Stage I–III breast cancer patients who have received anthracycline-based adjuvant treatment at the Department of Medical Oncology, Sant’Andrea Hospital of Rome between February 2013 and April 2014 were retrospectively analysed. The eligibility criteria was: histological diagnosis of early breast cancer, adjuvant anthracycline-based adjuvant chemotherapy received for at least 4 cycles, CT scan available before (Time 0, T0), during (Time 1, T1) and after (Time 2, T2) adjuvant chemotherapy. BMI, BSA and toxicity according to the National Cancer Institute Common Toxicity Criteria (CTCAE) version 4.0 were assessed at each chemotherapy cycles. The primary end-point of this study is to assess the association between sarcopenia, expressed as L3 SMI and skeletal muscle CSA, and toxicity in early breast cancer patient receiving adjuvant anthracycline. The secondary end-points are to assess the prevalence of sarcopenia in early breast cancer patients and to explore the variation of lean body mass during chemotherapy. All the patients signed an informed consent. The study was conducted in accordance with the Declaration of Helsinki and the institutional ethic committee approved the protocols.

Image analysis for sarcopenia

Sarcopenia was evaluated by the analysis of available CT scan images performed before (T0), during (T1) and after (T2) adjuvant chemotherapy.
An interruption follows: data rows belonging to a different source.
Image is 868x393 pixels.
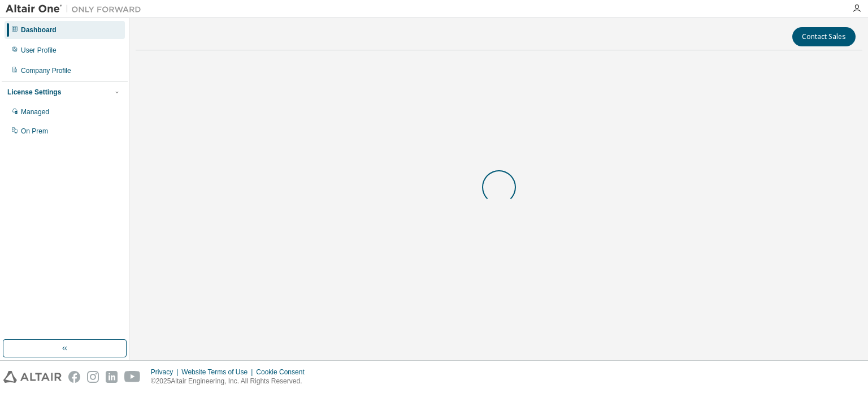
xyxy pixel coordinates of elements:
div: Privacy [151,367,181,377]
img: linkedin.svg [106,371,117,383]
div: Cookie Consent [256,367,311,377]
div: On Prem [21,127,48,135]
div: Managed [21,107,49,117]
div: Website Terms of Use [181,367,256,377]
div: Dashboard [21,26,57,34]
p: © 2025 Altair Engineering, Inc. All Rights Reserved. [151,377,311,386]
div: User Profile [21,46,57,55]
img: Altair One [6,4,147,15]
div: Company Profile [21,66,71,75]
img: altair_logo.svg [4,371,62,383]
div: License Settings [7,87,61,97]
img: facebook.svg [69,371,80,383]
img: instagram.svg [87,371,99,383]
img: youtube.svg [125,371,141,383]
button: Contact Sales [792,27,855,47]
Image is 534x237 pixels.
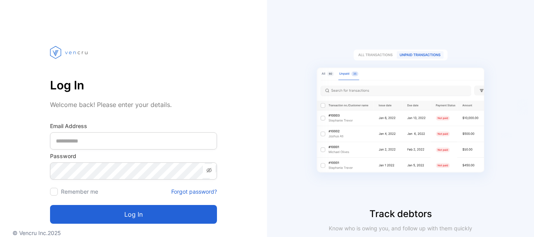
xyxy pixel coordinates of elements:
[171,188,217,196] a: Forgot password?
[50,76,217,95] p: Log In
[50,31,89,73] img: vencru logo
[303,31,498,207] img: slider image
[267,207,534,221] p: Track debtors
[50,100,217,109] p: Welcome back! Please enter your details.
[50,152,217,160] label: Password
[61,188,98,195] label: Remember me
[326,224,476,233] p: Know who is owing you, and follow up with them quickly
[50,122,217,130] label: Email Address
[50,205,217,224] button: Log in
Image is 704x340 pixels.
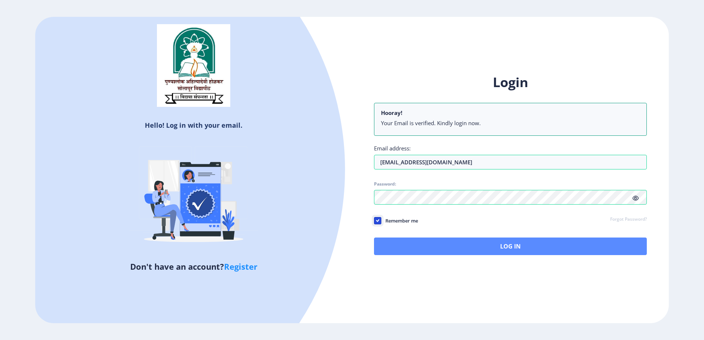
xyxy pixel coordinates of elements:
label: Email address: [374,145,410,152]
b: Hooray! [381,109,402,117]
li: Your Email is verified. Kindly login now. [381,119,639,127]
h1: Login [374,74,646,91]
a: Forgot Password? [610,217,646,223]
a: Register [224,261,257,272]
input: Email address [374,155,646,170]
span: Remember me [381,217,418,225]
label: Password: [374,181,396,187]
img: Verified-rafiki.svg [129,133,258,261]
h5: Don't have an account? [41,261,346,273]
img: sulogo.png [157,24,230,107]
button: Log In [374,238,646,255]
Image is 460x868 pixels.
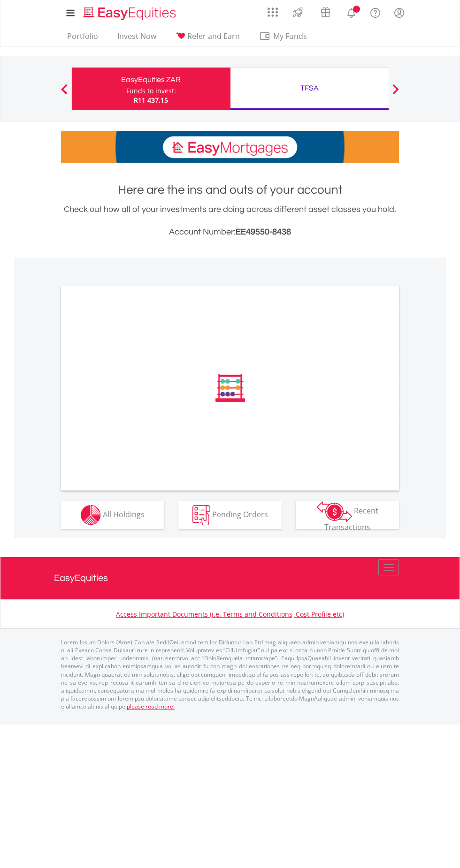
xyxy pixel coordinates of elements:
[364,2,387,21] a: FAQ's and Support
[61,181,399,198] h1: Here are the ins and outs of your account
[61,226,399,239] h3: Account Number:
[235,227,291,236] span: EE49550-8438
[178,501,281,529] button: Pending Orders
[81,505,100,525] img: holdings-wht.png
[103,509,145,519] span: All Holdings
[82,6,180,21] img: EasyEquities_Logo.png
[267,7,277,17] img: grid-menu-icon.svg
[116,609,344,618] a: Access Important Documents (i.e. Terms and Conditions, Cost Profile etc)
[212,509,268,519] span: Pending Orders
[192,505,210,525] img: pending_instructions-wht.png
[61,131,399,162] img: EasyMortage Promotion Banner
[296,501,399,529] button: Recent Transactions
[290,5,305,20] img: thrive-v2.svg
[63,32,102,46] a: Portfolio
[61,501,164,529] button: All Holdings
[114,32,160,46] a: Invest Now
[78,73,225,87] div: EasyEquities ZAR
[187,31,239,41] span: Refer and Earn
[126,87,176,95] div: Funds to invest:
[236,82,383,95] div: TFSA
[134,95,168,104] span: R11 437.15
[316,501,352,522] img: transactions-zar-wht.png
[339,2,364,21] a: Notifications
[311,2,339,20] a: Vouchers
[61,203,399,239] div: Check out how all of your investments are doing across different asset classes you hold.
[387,2,411,23] a: My Profile
[261,2,284,17] a: AppsGrid
[61,638,399,711] p: Lorem Ipsum Dolors (Ame) Con a/e SeddOeiusmod tem InciDiduntut Lab Etd mag aliquaen admin veniamq...
[53,557,406,599] a: EasyEquities
[318,5,333,20] img: vouchers-v2.svg
[386,88,405,98] button: Next
[80,2,180,21] a: Home page
[55,88,74,98] button: Previous
[126,703,175,711] a: please read more:
[259,30,320,42] span: My Funds
[172,32,243,46] a: Refer and Earn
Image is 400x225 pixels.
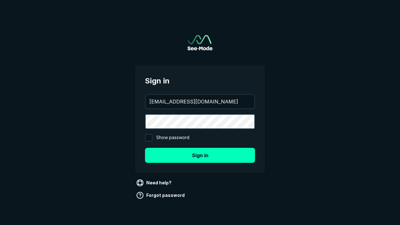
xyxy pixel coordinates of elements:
[156,134,189,141] span: Show password
[145,148,255,163] button: Sign in
[145,75,255,86] span: Sign in
[135,178,174,188] a: Need help?
[145,95,254,108] input: your@email.com
[187,35,212,50] img: See-Mode Logo
[187,35,212,50] a: Go to sign in
[135,190,187,200] a: Forgot password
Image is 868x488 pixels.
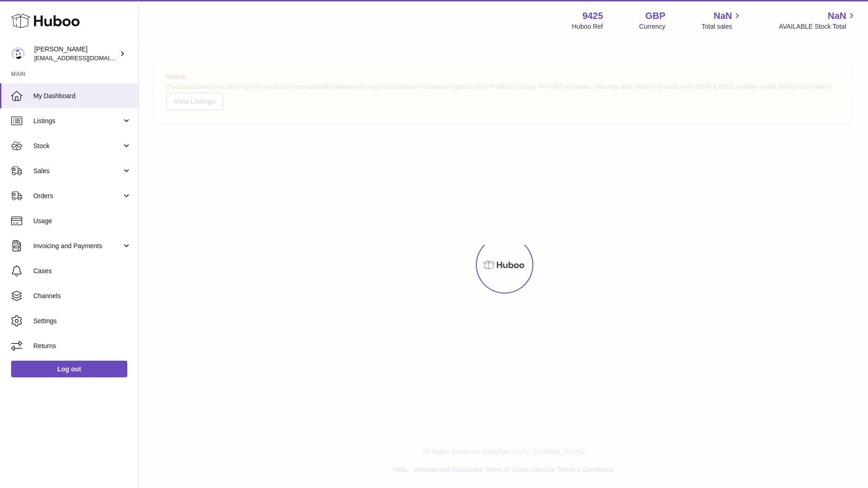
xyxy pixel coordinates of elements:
[33,292,131,301] span: Channels
[702,22,743,31] span: Total sales
[714,10,732,22] span: NaN
[779,10,857,31] a: NaN AVAILABLE Stock Total
[33,267,131,275] span: Cases
[828,10,847,22] span: NaN
[33,317,131,326] span: Settings
[572,22,603,31] div: Huboo Ref
[33,217,131,226] span: Usage
[640,22,665,31] div: Currency
[35,45,118,63] div: [PERSON_NAME]
[33,342,131,350] span: Returns
[779,22,857,31] span: AVAILABLE Stock Total
[33,92,131,100] span: My Dashboard
[33,192,122,200] span: Orders
[33,242,122,251] span: Invoicing and Payments
[33,167,122,175] span: Sales
[645,10,665,22] strong: GBP
[33,117,122,125] span: Listings
[35,54,136,61] span: [EMAIL_ADDRESS][DOMAIN_NAME]
[11,47,25,61] img: Huboo@cbdmd.com
[582,10,603,22] strong: 9425
[11,360,128,378] a: Log out
[33,141,122,150] span: Stock
[702,10,743,31] a: NaN Total sales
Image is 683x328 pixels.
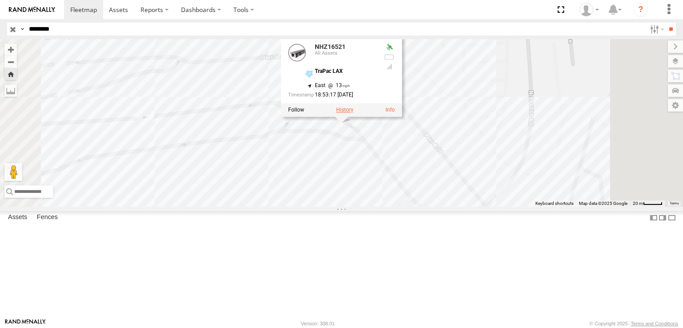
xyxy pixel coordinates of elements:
button: Keyboard shortcuts [536,201,574,207]
i: ? [634,3,648,17]
label: Realtime tracking of Asset [288,107,304,113]
div: © Copyright 2025 - [590,321,679,327]
div: No battery health information received from this device. [384,53,395,61]
label: Measure [4,85,17,97]
div: Date/time of location update [288,92,377,98]
span: 13 [326,82,350,89]
label: Assets [4,212,32,224]
label: Dock Summary Table to the Right [658,211,667,224]
a: Terms (opens in new tab) [670,202,679,205]
div: All Assets [315,51,377,56]
span: Map data ©2025 Google [579,201,628,206]
div: Valid GPS Fix [384,44,395,51]
label: Dock Summary Table to the Left [650,211,658,224]
label: Search Filter Options [647,23,666,36]
label: Fences [32,212,62,224]
span: East [315,82,326,89]
button: Zoom Home [4,68,17,80]
div: Version: 308.01 [301,321,335,327]
div: Zulema McIntosch [577,3,602,16]
img: rand-logo.svg [9,7,55,13]
button: Drag Pegman onto the map to open Street View [4,163,22,181]
a: Terms and Conditions [631,321,679,327]
a: Visit our Website [5,319,46,328]
button: Zoom in [4,44,17,56]
div: Last Event GSM Signal Strength [384,63,395,70]
a: View Asset Details [288,44,306,61]
span: 20 m [633,201,643,206]
button: Map Scale: 20 m per 40 pixels [630,201,666,207]
button: Zoom out [4,56,17,68]
label: Search Query [19,23,26,36]
a: View Asset Details [386,107,395,113]
label: Hide Summary Table [668,211,677,224]
div: TraPac LAX [315,69,377,74]
label: Map Settings [668,99,683,112]
a: NHZ16521 [315,43,346,50]
label: View Asset History [336,107,354,113]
A transverse section with a multiplanar reconstruction at L3 was used to study the following muscles: psoas, paraspinal, abdominal transverse rectum, internal and external obliques. Images were analysed by the software Slice Omatic V 5.0 (Montreal, Quebec, Canada Tomovision). The muscles areas were marked by the Hounsfield unit thresholds from −29 to + 150 and the total CSA were computed. The CSA obtained in this way are normalized according to patients’ height. Finally, the L3 SMI was calculated. According to previous published studies, sarcopenia was defined by a L3 SMI value ≤38.5 cm2/m2, because it is independent from BMI. Considering that obese or overweight patients could be sarcopenic, this cut-off is more useful to recognize sarcopenia, as showed by Prado and colleagues [11].

Statistics

The data were given as mean ± SD or median (range) as appropriate. Boxplots of patient-related parameters over time were used to show variability among groups. Differences between groups were calculated by using a two-tailed t-test. Linear regression analyses were used to estimate correlations between toxicity-reported and patient-related body composition data, carried-out before starting treatment, after the 2th and 4th cycle of chemotherapy. For the multivariate statistics, a stepwise forward multiple linear regression was performed. Differences were considered significant at p-value < 0.05. All statistics were calculated using R-Package (version 3.3.2).